In Albacete at the moment, taking several days off before heading south tomorrow via Yeste. Some heroes:

  • The excellent Jeroen Kreeft for checking over the machine at very short notice.
  • Magical Mary, for getting me extremely drunk the night/morning before I left, and then making sure I did, in fact, leave.
  • The Cornellà shopkeepers association, for putting on Sunshine Reggae on the main street PA just as I was leaving town, thus making it impossible for me to return.
  • Charming redheaded twins Tania and Olga, for tearing me away from some delicious, fatty veal and introducing me to a rather exotic whiskeria somewhere outside Tarragona.
  • Their friends, for not shooting me or the machine.
  • The Moroccan butcher in Torremdabara, for selling me mouldy cheese, which I’m pretty sure was being stored among the contents of his meat fridge. There must be a Panglossian rationale for this being a good thing, but it did wreck my digestion for a couple of days.
  • Maguette, democratically elected leader of the free Francophone sub-Saharan African squatters camp based in the buildings and on the grounds of a 70s tourist hotel north of Castelló, for barbecuing me a rather nice piece of home-grown goat and some potatoes.
  • Can Subirats in El Perelló, which does a damn good four-course menu for €10. The Spanish still go on about the excellence of their cuisine, but it’s actually going through the same crisis that British cooking did in the 70s: virtually all families and country bars serve up bulk-purchased shite, and I reckon you’ve got about ten years before the last decent granny-chef in Spain pops her ladle.
  • An extraordinarily cheerful Romanian peasant, for explaining why I should lunch at Can Subirats. (“Yeah, you could go to the place opposite, but he’s mad: it takes him two hours to serve us coffee.”)
  • Bar La Cova in Almassora for serving up the most comically incompetent menu del día ever. (“Do you want a Magnum for dessert?” “What else have you got?” “Nothing.”)
  • Al-Qaeda commander M, currently sleeping on sacking in a disused shed amid some old olive groves north of Vinaròs, for pretending to listen while I explained why manufacturing explosives from agricultural fertiliser is, well, a Bad Thing.
  • The countryside south of Valencia–where the winter orange harvest is in full swing–for smelling of Chivers Olde English Thick Cut.
  • The young Moroccan Ali G lookalike lounging around in downtown Canals, who turned out to be the only person in the whole valley who knew anything about which local roads went where.

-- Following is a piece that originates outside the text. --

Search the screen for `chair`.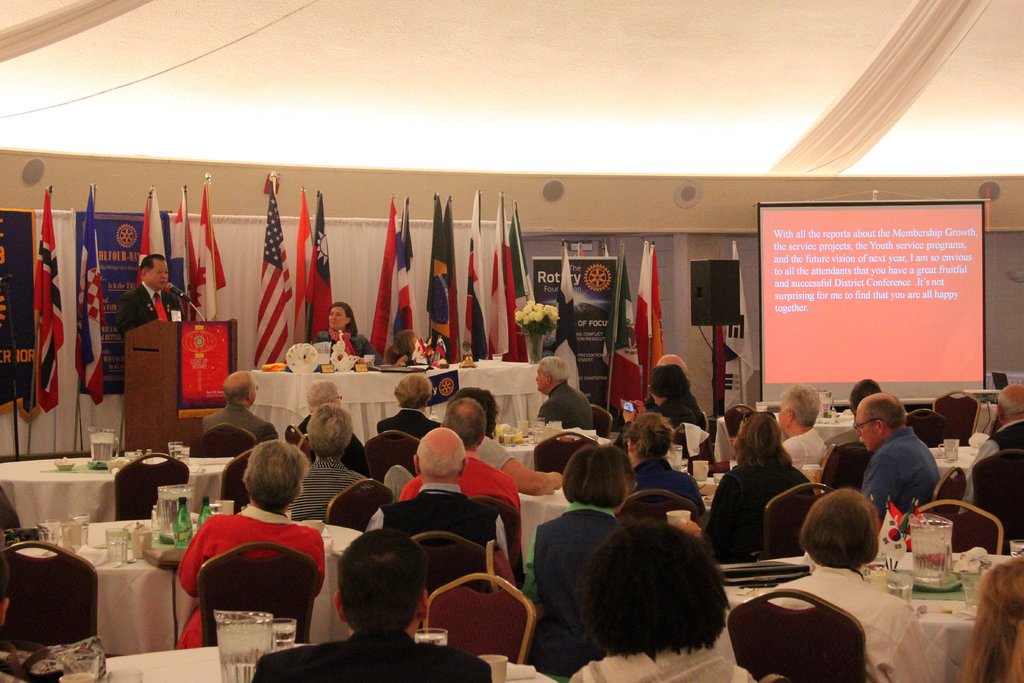
Found at [0, 539, 94, 652].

  • The woman working at Bar Musical in Montesa, for giving me a huge portion of the best mandarins I’ve ever had.
  • My legs, for not complaining overmuch, despite not having been used for this purpose for some 18 months.
  • Mapping agencies, for being apparently unable to produce or market accurate, detailed road maps. This lack caused me to have a fascinating time between Xàtiva and Bonete cycling through olive and citrus groves and over forest tracks–bikes aren’t allowed on motorways unless you can convince the Guardia Civil that there really is no alternative.
  • Bookshops and service stations, for only stocking maps of the whole peninsula or of the particular autonomous community in which one happens to be. This leads to one cycling into the next political entity with roughly the same level of geographical knowledge as Jack climbing his beanstalk.
  • Regional broadcasters, for only providing weather reports on the political territory that provides their source of finance. So, for example, residents of Albacete get to see snow in Guadalajara, which is of absolutely no interest, instead of being able to check up on what’s happening down the road in Murcia. This leads to the use of German carnival wigs and colourful Italian woolly hats as headwear instead of polar gear.
  • Rob, Inma, Maria, Ana, Pete, Consuelo and Miguel, for putting (me) up (with me).